When I was a child, I always looked forward to the long, lazy days the summer brought. No alarm clocks to wake me up, no homework to finish every night and lax bedtimes. But in the publishing business, summer is one of the busiest times of the year.
In my mind I always marked the beginning of the busy summer season when I handed out assignments for whatever summer supplement we had concocted, next came the traditional Fourth of July and apple pie features, followed by election coverage for local primaries, followed by runoffs that always seemed to coincide with the release of the No Child Left Behind scores. Of course, that was the same week school started and we wrapped up the Back to School tab. Then it’s Labor Day and another summer is over.
Mixed into the summer crunch is the barrage of resumes and clips from the newly graduated from J-School. Few summer days would go by without at least a couple resumes arriving in the mail.
Through the years I developed my own system for quickly scanning through the stacks of resumes and either tossing them and setting them aside for consideration. For instance, if the applicant doesn’t spell the name of the publication or my name correctly, forget about it. Into the recycle bin it goes. The same goes if there are no clips.
The all-time most bizarre application I received came when I worked at a weekly newspaper in Lake Tahoe about 10 years ago. It was a simple, single-page letter handwritten on a piece of notebook paper that had been ripped out of the pad with those little pieces of paper frayed along its edge (a pet peeve of mine). In it, the individual misspelled my name and the name of the paper and stated that his qualifications were that he occasionally read the newspaper. I still have that letter in my stacks of files.
The best application came in the form of twice-monthly phone calls over the course of six months. A young man started to call me in January one year looking for a job for when he graduated in the spring. I politely told him I didn’t have an opening, but that he could send a resume with clips. He did and then followed it up with at least two phones calls every month to tell me how much he wanted a job and to ask about any openings. It got to the point where the receptionist would just say, “That kid is on the phone again.”
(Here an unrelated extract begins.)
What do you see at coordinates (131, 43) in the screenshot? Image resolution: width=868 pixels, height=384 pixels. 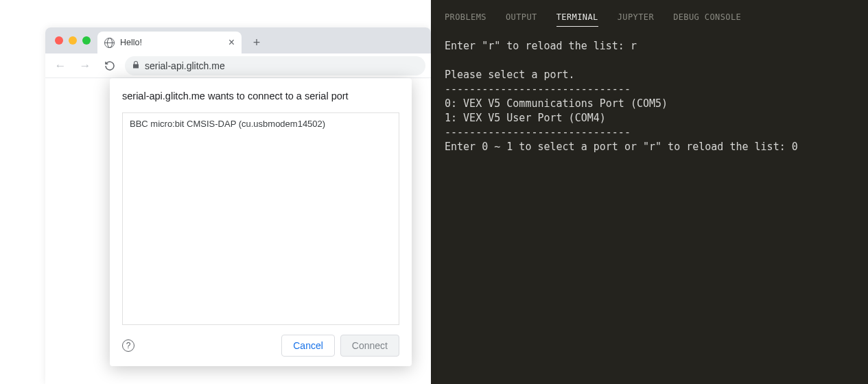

Well, six months later I had an opening and hired him. With that kind of persistence, that’s someone I wanted in the newsroom. He proved to a be a tenacious, hardworking and gifted journalist, and a good friend. Today, Charles Levinson is the Baghdad Bureau Chief for USA Today.
My point is that a good “resume” isn’t always what is on a piece of paper. And, sometimes, the mailing label can tell you everything you need to know.
On a practical note, I can’t stress enough about checking references by phone or e-mail. I stopped relying on written references when two stellar references – including one from an international newspaper company – proved to be a load of garbage.
I implore anyone who’s agreed to be a reference – don’t give a reference if you don’t believe in the person’s abilities. I can’t stress this enough. Don’t even agree to be listed unless you’re willing to give an accurate account of the individual’s job performance.
I prefer references over the phone if you can catch an editor on deadline for five minutes of questions. When that doesn’t work, send them an e-mail with five to six questions.
Two of my favorite reference questions to ask are: Would you rehire the individual and would you want this person to write a story about you or a family member. The answers will tell you a lot.